KEY POINTS:
I've criticised certain members of parliament for their invisibility and I've received correspondence from readers pointing out said MP is not as useless as I've alleged; he or she is very effective locally despite having no national profile.
An example is Sandra Goudie, National MP for Coromandel. She won the seat in 2002 and, quite frankly, I thought she was delightfully mad. In the debating chamber she frequently interrupted with points of order which nobody understood. But when I criticised Goudie, I was bombarded by constituents pointing out her excellent local work. And the good people of Coromandel proved it by returning Goudie in 2005 with a majority of 10,500-plus.
(At this point, you might well ask, who is Deborah Coddington to judge? Search me. Ask my editor who takes me to lunch and reminds me how well I'm paid every time I say I'm giving up this column because I'm not fit to judge.)
Often, MPs themselves persuade me of their worth. What's-his-name from Hawke's Bay, the National MP whose uncle I think was an All Black, sent me a kiddie's lunchbox and asked me to lunch. Usually, he said, he just grabs a Caesar salad from Wishbone on Lambton Quay enroute to Parliament Buildings, but for me he would make an exception.
I said, you're not my editor, let's meet for a drink at The Backbencher instead, and proceeded to spend the day studying his photograph so I'd be able to distinguish said fellow (whose name still escapes me) from the effigies of Winston, Nandor, Helen and the others immortalised in this famous bar. (Fitz - you still owe me for the free publicity.)
Which brings me to Mark Blumsky, a National MP who last week threatened to quit, frustrated over his inability to "make a difference". Despite the good fortune of having his 2005 campaign managed by the famous blogger David Farrar, Blumsky failed in his aim of taking Wellington Central from Marion Hobbs.
But by all accounts (and I didn't live in the Wellington area at the time) Blumsky was a good mayor for the capital. For purely selfish reasons I would like Blumsky to quit right now and run for mayor of Lower Hutt - anything to get rid of David Ogden, a ninny whose idea of a joke is to encourage his own wedding guests to kick journalists in the shins. Oh very funny, when you rely on those same people to get yourself known to voters come mayoral elections.
Blumsky's stand for Wellington Central is one reason why former Act MP Stephen Franks didn't run for the seat - "It would split the vote," he told me at the time. Franks was - still is - highly regarded not just in Wellington Central but also in Parliament itself. People who'd sooner attend a Warehouse Boxing Day sale than give Act their party vote, tell me they want Franks back there debating (memo to National: get him).

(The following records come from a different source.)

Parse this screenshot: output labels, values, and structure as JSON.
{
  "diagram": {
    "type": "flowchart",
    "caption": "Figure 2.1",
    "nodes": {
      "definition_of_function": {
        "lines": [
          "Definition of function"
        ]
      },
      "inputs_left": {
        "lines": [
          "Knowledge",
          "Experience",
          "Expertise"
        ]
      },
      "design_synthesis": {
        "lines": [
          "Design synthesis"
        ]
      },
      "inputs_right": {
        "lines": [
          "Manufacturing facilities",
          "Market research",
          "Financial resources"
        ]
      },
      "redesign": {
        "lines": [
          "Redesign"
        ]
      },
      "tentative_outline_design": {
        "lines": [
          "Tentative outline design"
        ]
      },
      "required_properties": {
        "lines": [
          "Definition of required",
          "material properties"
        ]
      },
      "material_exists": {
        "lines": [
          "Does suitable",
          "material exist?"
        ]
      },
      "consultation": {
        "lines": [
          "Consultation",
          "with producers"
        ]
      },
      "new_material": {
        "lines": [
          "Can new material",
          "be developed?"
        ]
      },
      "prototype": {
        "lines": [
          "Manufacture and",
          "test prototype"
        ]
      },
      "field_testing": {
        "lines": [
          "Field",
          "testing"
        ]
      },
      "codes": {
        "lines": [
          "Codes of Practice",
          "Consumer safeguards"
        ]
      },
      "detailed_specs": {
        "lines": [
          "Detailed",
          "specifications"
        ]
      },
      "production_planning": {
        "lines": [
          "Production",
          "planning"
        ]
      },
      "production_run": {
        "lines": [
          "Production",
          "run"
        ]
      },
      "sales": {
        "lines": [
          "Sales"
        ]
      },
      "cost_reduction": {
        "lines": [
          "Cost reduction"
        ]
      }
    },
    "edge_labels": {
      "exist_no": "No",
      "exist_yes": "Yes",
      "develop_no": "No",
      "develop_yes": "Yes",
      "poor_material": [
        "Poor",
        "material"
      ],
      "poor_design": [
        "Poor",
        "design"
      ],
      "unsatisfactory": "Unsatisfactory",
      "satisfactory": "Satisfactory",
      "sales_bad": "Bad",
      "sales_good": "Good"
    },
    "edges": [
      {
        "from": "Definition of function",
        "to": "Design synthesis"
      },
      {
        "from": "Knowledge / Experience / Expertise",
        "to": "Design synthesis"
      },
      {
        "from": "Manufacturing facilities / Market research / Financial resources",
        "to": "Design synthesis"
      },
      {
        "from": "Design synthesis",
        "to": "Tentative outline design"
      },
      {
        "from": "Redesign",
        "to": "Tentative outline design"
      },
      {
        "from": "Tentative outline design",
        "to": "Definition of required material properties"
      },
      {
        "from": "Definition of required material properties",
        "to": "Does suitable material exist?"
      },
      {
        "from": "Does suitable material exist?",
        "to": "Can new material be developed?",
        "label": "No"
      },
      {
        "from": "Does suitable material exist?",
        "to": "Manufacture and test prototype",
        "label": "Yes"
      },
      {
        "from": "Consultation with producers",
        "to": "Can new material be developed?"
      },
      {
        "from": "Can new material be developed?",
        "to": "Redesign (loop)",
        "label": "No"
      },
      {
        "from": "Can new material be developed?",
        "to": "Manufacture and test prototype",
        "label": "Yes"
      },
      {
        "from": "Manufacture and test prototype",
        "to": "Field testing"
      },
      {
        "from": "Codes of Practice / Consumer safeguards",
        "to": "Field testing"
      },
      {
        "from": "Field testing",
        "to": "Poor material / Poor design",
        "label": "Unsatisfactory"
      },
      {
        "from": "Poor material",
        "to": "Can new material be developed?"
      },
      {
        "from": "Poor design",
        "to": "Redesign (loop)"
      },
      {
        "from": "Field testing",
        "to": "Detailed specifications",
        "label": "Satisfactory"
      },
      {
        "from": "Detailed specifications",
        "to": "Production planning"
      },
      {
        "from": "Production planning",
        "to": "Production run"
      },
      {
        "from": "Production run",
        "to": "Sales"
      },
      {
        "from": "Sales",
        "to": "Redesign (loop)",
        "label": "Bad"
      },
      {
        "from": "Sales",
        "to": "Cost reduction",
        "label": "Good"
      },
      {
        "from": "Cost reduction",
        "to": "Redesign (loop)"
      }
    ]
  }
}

As for Blumsky's assertion, "I can assure you now you make no difference as a backbench MP," it's just plain wrong. You might not make differences on a grand scale, but is celebrity status now the raison d'etre for parliamentarians? Are Rodney Hide's and Georgina Beyer's high standards of self-obsession the benchmark for success?
I hope not, because backbenchers - list and constituency - can quietly make huge differences. As a list MP my constituents weren't defined by electorate boundaries, but by issues. Thus I received cries for help from parents worried about children they suspected were in danger of sexual abuse. An example was a school trustee suspicious about a man hanging around young Maori children. She took his car registration and rang to ask if I knew his name - Peter Douglas Liddell. Did I know what to do? Tell the police immediately, I said, and don't rest until action is taken. They eventually caught him and locked him up again.
Another woman asked for advice when her ex-husband, in jail for sexually abusing children, was invited by CYFs to attend a Family Group Conference when her teenage son was caught abusing young girls. I told Steve Maharey and he rectified the situation for her.
But these are small actions. MPs, from every political party, have done more, but without fanfare. Even Trevor Mallard, my own MP, gets votes from non-Labour supporters because they think he's accessible and effective (he refuses a ministerial house). Peter Dunne's another example.
MPs have enormous power and they can use that for good or for evil.
Blumsky will only have himself to blame if he departs national politics feeling like a loser.